Fern P. Rathe: Navigating the Lab and the Skies

An update on the career and family life of chemist Fern P. Rathe, featured in the Women in Science Wednesday post on July 17, 2013.

While communicating with her family and preparing this update, we learned that Fern P. Rathe passed away peacefully on September 27, 2013. We are honored to share more of her story with you below.

For Women in Science Wednesday on July 17, we featured Fern P. Rathe, part of the Merck research team that isolated the antibiotic cathomycin in 1955. Some of our readers found it disconcerting that so little information was available about her accomplishments and research; so we set out to find out more about this inspiring chemist.

Fern P. Rathe, Karl August Folkers, and Edward Anthony Kaczka. Accession 90-105 - Science Service, R

The following biography was composed by Fern's husband, John.

Fern Pfafflin was born January 8, 1930 in La Crosse Wisconsin. Her parents were Edward and Bessie (Chalsma) Pfafflin. She grew up on a farm near New Amsterdam, Wisconsin, and went to a one-room rural schoolhouse there. She went to high school in nearby Holmen, Wisconsin, was valedictorian of her class, and graduated in 1948. Fern attended Carleton College in Northfield Minnesota and graduated with a Bachelors degree in 1952. Her college major was chemistry and zoology.

Fern on Graduation Day, 1952, Rathe Family Collection.

After college graduation she was employed by Merck and Company, Rahway, New Jersey as a biochemist working under Dr. Folkers. She was involved in research on numerous biologic projects, one of which was a search for new antibiotics. Novobiacin was crystallized at her lab bench in Merck's research laboratory. Several other women were working in the Merck Research Lab at that time, one of whom was Helen Gager; a good friend of Fern, she went on to teaching at Sweet Briar College.

Fern was married in 1953, and lived in New York City with her husband John. She continued to work at Merck until she started her family in 1956.  She subsequently lived in Moline, IL, where she lived with her husband and four children.  She was active in numerous community organizations, and was a private pilot with a twin-engine rating until she became an insulin-dependent Diabetic. She was a member of the local chapter of the "99's"  and flew co-pilot in the Powder Puff Derby Air Race in 1971.

Fern Rathe: Twin Engine Pilot, 1971, Rathe Family Collection

Fern passed away in September 2013 after suffering from advanced Parkinson's Disease for the past several years; her family has created a collection of links and further information, available here.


● Aim of the task
Copy out, from the data below, each line in which the word "right" occurs.

Figure collection entries
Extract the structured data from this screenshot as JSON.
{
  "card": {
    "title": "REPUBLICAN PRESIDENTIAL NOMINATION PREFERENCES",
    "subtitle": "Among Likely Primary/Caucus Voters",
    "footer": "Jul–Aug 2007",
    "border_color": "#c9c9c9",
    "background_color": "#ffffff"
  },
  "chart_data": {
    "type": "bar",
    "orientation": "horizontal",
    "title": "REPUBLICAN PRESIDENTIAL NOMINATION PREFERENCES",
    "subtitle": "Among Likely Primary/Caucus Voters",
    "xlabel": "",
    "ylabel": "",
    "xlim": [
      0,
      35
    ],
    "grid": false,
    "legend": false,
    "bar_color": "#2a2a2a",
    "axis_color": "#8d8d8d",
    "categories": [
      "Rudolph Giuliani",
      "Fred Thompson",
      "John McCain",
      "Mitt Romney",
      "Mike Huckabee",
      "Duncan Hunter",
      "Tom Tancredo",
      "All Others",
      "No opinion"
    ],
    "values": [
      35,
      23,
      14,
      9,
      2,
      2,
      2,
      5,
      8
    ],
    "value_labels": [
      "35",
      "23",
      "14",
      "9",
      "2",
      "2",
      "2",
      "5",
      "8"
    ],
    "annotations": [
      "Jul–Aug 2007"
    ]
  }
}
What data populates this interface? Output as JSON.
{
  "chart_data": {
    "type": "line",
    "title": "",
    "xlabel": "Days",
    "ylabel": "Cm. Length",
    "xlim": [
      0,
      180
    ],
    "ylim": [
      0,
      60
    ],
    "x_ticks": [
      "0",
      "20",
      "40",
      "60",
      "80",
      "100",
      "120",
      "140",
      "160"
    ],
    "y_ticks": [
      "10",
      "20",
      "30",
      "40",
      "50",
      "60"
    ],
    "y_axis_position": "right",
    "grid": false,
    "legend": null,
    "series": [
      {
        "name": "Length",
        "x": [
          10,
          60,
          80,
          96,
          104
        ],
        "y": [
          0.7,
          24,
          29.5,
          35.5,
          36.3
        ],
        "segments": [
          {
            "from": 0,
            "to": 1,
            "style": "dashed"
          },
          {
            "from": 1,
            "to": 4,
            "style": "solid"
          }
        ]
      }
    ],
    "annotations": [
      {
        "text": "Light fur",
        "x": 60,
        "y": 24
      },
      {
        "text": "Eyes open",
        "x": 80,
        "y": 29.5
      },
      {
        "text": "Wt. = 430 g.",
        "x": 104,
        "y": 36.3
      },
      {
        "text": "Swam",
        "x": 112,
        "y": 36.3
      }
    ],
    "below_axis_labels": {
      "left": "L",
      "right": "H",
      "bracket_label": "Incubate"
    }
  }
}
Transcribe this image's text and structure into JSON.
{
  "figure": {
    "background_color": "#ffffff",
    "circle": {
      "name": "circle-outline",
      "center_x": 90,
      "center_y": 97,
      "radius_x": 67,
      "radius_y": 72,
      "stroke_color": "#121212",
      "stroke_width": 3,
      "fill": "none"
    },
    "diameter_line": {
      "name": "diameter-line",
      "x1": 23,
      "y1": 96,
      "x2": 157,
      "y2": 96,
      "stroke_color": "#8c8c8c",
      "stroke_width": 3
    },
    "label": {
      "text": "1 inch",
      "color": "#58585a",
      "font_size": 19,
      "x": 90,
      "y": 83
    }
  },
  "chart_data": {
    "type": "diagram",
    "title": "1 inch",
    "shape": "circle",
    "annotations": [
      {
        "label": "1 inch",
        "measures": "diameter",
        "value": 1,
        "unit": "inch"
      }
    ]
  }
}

--

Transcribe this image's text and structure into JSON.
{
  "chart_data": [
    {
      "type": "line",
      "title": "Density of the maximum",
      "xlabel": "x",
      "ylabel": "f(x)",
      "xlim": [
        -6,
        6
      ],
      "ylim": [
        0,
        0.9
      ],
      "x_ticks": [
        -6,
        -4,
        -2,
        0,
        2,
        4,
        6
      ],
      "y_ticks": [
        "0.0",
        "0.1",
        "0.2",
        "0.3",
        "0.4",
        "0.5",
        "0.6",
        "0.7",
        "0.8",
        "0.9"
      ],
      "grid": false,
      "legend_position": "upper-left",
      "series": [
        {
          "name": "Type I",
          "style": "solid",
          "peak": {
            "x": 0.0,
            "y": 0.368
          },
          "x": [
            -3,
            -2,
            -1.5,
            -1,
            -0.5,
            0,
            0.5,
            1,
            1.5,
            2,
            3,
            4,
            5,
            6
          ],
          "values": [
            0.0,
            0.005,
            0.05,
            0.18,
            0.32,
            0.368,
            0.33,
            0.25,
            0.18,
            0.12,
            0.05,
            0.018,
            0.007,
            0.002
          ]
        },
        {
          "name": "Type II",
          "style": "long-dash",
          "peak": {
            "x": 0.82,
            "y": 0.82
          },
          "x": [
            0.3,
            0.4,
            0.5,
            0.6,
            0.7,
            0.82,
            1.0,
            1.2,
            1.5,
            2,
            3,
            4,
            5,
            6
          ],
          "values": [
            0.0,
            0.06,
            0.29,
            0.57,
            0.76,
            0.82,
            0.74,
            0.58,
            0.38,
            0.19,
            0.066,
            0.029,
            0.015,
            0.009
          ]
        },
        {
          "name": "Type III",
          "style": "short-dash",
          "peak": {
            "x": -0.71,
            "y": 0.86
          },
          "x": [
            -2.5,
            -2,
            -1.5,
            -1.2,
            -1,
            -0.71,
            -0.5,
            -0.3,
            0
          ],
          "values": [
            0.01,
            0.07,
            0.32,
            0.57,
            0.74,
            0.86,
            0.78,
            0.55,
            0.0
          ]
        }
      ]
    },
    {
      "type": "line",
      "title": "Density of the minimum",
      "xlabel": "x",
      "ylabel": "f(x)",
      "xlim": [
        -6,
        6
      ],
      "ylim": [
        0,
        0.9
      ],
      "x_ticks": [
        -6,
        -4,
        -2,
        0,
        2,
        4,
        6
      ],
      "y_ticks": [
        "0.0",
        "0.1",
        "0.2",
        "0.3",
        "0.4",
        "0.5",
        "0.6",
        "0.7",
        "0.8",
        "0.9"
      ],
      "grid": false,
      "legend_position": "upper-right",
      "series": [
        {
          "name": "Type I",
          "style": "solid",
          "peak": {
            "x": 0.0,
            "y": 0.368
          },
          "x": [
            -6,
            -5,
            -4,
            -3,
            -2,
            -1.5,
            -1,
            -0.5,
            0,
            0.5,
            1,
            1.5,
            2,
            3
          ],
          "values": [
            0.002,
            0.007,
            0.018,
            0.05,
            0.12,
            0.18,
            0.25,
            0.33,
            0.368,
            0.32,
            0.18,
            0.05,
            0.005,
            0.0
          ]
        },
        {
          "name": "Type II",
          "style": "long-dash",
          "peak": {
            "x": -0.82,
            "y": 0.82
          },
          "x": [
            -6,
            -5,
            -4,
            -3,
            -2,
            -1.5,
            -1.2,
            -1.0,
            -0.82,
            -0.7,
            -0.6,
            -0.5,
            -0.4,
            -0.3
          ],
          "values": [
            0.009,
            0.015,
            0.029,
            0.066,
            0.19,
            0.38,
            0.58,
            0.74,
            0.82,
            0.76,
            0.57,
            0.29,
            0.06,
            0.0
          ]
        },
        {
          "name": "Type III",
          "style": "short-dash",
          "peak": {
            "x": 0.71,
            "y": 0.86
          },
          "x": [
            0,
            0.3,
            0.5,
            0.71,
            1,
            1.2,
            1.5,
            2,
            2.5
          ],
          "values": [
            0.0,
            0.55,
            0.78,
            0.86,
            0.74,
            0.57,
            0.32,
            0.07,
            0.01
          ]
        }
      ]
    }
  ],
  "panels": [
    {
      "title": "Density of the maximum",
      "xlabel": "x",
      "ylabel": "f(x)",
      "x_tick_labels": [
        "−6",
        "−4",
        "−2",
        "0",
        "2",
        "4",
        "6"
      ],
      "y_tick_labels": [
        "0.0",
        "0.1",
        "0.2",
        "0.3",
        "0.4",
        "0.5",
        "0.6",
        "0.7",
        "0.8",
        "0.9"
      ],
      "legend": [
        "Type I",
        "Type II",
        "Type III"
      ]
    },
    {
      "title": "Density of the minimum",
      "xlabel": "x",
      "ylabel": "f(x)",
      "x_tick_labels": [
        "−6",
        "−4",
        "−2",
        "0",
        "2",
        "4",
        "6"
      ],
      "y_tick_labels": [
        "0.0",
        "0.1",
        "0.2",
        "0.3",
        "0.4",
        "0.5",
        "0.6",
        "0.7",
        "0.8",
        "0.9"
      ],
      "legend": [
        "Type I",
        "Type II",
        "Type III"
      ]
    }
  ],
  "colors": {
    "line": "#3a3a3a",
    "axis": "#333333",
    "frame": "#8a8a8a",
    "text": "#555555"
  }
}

* * *

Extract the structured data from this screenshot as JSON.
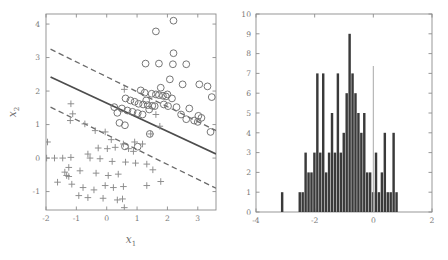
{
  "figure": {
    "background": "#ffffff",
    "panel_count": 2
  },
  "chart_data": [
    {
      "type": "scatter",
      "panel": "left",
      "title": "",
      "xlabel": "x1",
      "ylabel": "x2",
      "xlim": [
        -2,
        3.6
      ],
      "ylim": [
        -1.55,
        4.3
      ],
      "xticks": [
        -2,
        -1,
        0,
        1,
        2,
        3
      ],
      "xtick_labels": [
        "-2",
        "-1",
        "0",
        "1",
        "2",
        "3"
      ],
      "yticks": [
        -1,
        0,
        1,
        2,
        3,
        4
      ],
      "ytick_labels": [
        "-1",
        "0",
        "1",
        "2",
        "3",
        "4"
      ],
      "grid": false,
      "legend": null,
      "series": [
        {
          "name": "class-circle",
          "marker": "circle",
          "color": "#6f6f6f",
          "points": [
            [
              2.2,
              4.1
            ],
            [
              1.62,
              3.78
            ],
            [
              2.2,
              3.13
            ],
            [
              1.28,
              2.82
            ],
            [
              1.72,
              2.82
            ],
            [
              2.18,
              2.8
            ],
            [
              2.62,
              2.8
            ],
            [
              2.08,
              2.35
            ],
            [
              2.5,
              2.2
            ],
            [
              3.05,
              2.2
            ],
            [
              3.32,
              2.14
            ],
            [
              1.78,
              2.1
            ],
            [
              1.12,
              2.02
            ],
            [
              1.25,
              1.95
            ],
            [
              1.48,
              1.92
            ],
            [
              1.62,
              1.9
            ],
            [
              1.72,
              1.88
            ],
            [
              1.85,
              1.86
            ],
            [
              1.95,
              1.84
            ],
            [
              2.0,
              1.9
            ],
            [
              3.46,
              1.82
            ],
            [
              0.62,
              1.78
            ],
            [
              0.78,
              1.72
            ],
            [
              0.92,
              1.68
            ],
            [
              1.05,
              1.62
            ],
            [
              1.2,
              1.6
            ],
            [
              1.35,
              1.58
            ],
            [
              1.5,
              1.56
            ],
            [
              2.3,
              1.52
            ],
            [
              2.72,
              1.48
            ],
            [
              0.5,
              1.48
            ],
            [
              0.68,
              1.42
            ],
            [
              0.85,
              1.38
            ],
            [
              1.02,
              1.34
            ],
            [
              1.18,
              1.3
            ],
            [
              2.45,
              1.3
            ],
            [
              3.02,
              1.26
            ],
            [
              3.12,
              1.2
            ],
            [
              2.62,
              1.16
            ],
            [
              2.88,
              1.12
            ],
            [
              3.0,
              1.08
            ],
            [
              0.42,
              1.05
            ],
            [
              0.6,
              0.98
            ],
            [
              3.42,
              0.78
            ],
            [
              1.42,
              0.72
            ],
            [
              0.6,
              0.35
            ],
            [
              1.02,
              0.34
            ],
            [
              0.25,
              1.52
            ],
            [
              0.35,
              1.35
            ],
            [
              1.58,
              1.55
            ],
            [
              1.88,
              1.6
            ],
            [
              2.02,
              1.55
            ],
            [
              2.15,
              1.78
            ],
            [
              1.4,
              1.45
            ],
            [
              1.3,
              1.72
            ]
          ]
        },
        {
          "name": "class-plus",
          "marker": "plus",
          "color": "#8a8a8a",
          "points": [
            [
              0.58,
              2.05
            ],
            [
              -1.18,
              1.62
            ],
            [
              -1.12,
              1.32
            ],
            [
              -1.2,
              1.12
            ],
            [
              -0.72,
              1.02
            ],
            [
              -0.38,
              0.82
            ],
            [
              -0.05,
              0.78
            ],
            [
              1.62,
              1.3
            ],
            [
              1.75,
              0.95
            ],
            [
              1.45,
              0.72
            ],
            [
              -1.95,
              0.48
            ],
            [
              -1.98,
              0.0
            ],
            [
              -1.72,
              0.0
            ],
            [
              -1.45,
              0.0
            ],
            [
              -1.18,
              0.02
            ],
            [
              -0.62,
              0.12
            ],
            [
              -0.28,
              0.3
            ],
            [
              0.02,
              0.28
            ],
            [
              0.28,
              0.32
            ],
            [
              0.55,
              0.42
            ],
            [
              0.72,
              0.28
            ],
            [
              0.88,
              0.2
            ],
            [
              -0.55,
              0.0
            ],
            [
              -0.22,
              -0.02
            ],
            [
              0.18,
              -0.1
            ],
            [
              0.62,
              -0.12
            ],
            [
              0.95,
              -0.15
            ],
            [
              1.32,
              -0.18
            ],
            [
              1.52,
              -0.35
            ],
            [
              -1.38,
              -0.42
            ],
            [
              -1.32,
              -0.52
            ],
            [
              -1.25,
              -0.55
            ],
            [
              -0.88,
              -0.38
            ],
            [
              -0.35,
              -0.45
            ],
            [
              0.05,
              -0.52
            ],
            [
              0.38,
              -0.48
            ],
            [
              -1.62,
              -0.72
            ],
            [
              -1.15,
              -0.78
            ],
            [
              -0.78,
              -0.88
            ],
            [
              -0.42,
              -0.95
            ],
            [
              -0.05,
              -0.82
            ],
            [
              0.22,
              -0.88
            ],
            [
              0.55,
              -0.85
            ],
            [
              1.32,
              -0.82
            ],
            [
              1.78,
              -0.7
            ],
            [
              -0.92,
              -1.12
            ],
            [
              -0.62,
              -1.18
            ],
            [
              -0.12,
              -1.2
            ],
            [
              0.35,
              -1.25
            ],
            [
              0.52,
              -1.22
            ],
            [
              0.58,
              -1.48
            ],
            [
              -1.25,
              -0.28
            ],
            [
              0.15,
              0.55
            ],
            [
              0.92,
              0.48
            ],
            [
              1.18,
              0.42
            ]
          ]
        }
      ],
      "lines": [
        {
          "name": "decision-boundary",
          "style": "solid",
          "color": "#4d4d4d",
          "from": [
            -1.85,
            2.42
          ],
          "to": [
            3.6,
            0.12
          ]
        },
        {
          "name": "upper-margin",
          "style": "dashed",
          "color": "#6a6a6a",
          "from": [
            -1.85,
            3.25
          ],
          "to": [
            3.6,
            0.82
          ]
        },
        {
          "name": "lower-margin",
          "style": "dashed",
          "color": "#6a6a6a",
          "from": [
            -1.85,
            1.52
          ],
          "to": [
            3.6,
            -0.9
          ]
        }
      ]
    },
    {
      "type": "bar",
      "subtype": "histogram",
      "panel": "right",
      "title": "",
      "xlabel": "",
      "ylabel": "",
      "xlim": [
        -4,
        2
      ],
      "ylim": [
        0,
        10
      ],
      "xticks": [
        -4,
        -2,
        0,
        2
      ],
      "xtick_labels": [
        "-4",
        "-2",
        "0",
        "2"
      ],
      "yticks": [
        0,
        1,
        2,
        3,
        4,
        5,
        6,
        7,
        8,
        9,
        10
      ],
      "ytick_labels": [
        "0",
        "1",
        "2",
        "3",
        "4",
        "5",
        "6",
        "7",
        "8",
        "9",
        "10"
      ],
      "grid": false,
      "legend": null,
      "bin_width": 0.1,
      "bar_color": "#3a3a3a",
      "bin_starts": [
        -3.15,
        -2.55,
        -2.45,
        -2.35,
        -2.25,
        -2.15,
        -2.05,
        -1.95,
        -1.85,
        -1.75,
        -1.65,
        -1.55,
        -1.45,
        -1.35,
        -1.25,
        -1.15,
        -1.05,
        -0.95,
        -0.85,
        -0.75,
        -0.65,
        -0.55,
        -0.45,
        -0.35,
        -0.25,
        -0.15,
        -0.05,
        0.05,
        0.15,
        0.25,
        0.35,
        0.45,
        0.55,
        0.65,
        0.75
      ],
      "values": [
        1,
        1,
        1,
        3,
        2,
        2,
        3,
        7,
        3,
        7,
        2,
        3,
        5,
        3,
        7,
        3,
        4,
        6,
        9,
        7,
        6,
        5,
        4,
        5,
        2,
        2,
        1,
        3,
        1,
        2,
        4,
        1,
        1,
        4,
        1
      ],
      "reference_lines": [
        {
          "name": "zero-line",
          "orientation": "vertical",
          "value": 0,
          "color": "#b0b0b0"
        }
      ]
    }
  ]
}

● Exercise result
    "y_axis_position": "right",
      "right": "H",
      "legend_position": "upper-right",
      "panel": "right",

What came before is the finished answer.